We awake to cold weather and rumbling stomachs. We pack quickly and after breakfast at a diner we visit Templeton skatepark. I am so thoroughly defeated by my cold at this point that I leave my bike in the car. We blow steam as we walk over to the fence, only to find it locked. Jesse is already in the skatepark with a hoodie pulled tight around his helmet. He is drying the dewy bowl and he looks up to meet Mike’s worried gaze, “Don’t puss on out on me bro, I see that look in your eye.” Mike reluctantly obeys, hoisting his bike and then himself over the tall wrought iron fence. After a while Ted joins us and I sit on the sidelines, soaking up sun while the group nibbles around.
The skatepark shares a parking lot with the church next door and a proselytizing skateboarder in his 70’s comes in wearing full pads and a fanny pack.

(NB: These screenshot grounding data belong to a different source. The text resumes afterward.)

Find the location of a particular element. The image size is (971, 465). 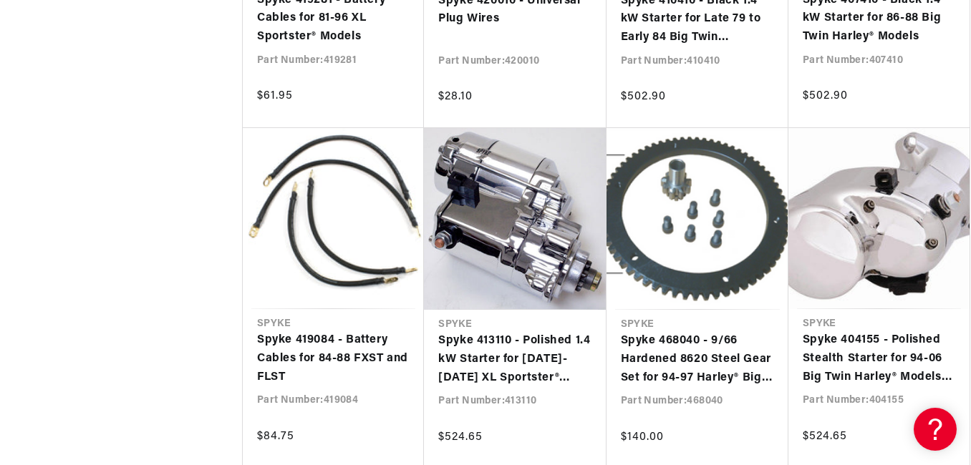

a: Spyke 404155 - Polished Stealth Starter for 94-06 Big Twin Harley® Models (Except 2006 Dyna) is located at coordinates (878, 359).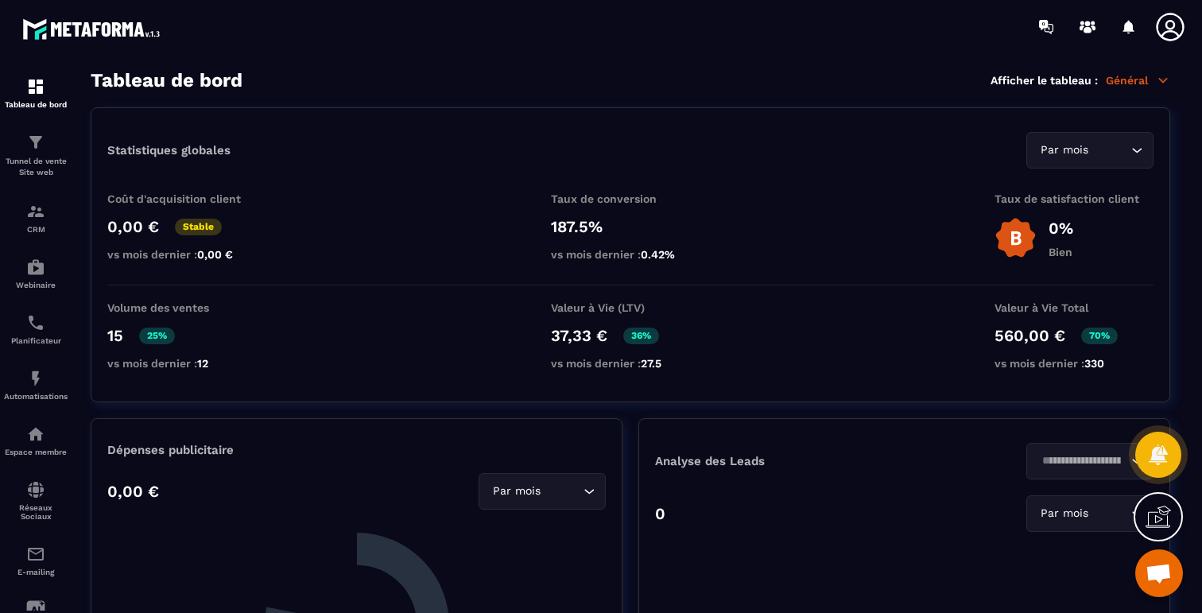 This screenshot has width=1202, height=613. I want to click on div: Ouvrir le chat, so click(1159, 573).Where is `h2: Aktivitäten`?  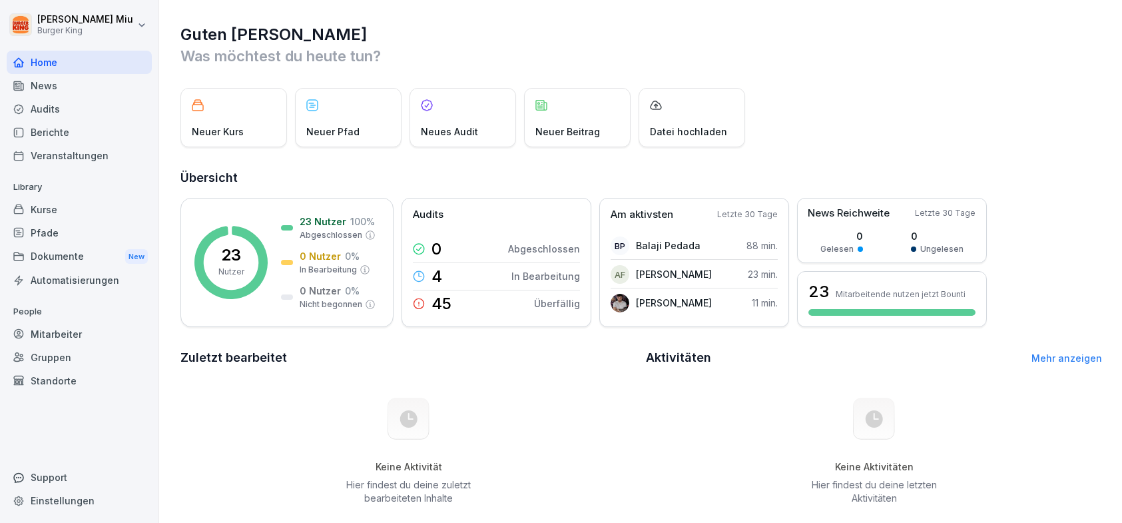
h2: Aktivitäten is located at coordinates (679, 358). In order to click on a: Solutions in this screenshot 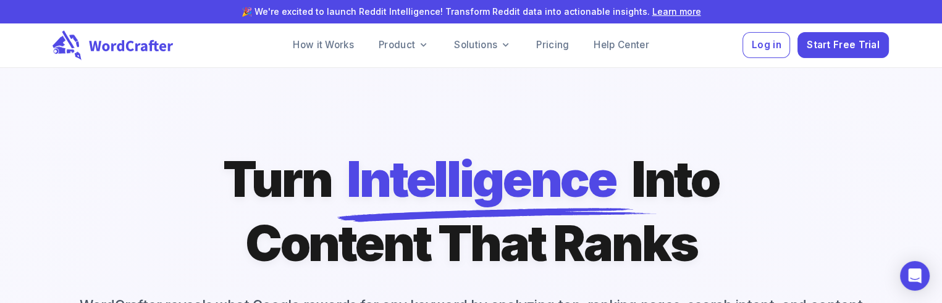, I will do `click(482, 45)`.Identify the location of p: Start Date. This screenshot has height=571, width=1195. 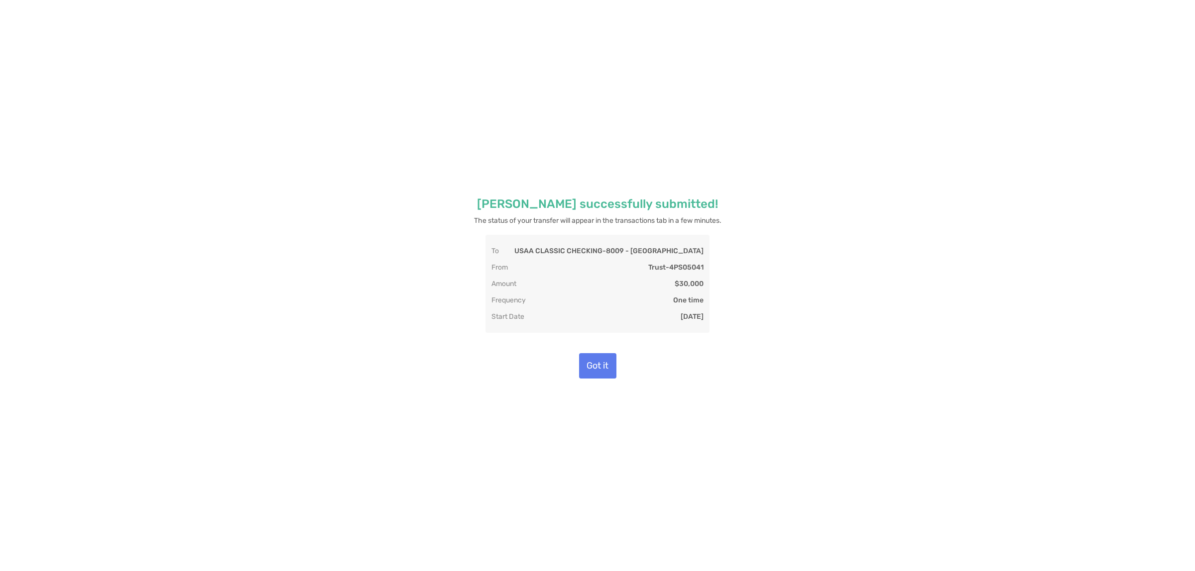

He wobbles around (surprisingly well) and after a while pulls a stack of prayer cards from his fanny pack and insists on giving us each one so that we might be saved. He tells Mike that he met a prophet a few years back who told him he would become a gifted skateboarder. He has visited 180 skateparks and I picture him as he might see himself, zipping across the country on his skateboard, fiery sword stretched towards the heavens, a wake of a thousand prayer cards cast from his 77mm urethane wheels.
We pack it in and decide to start back home with one final riding stop at Paso Robles skatepark. I’m not sure who designed or built the park but they definitely didn’t understand the physics of skateboarding. Every bank ends abruptly, meeting the ground at a 45 degree angle and the snake run is impossibly tight. The cement has the wavvy texture of an obsidian arrow head and seems to have been carved in relief rather than poured.
Ted and Jesse literally grew up at this place and it shows in their riding. Ted rides with a Wizmerski like ability to manual and peg bonk seemingly unrideable surfaces. Jesse rides with the power that you would expect from his sturdy build and I think I see the snake run bend and wince under his tires.
At one point the conversation turns to their history with this park and I ask Ted how long he has been riding here. Jesse and Ted muse about the number of years until Jesse falls on a more telling yardstick of their commitment to this little patch of concrete, “Ted, how many tickets did you have here? 14, 15?”
“Twenty eight,” replies Ted. “At one point I knew 14 of the 16 police officers in town by first and last name.”
We say our goodbyes and as we pile into the cars I realize our trips have finally converged. We are all headed home.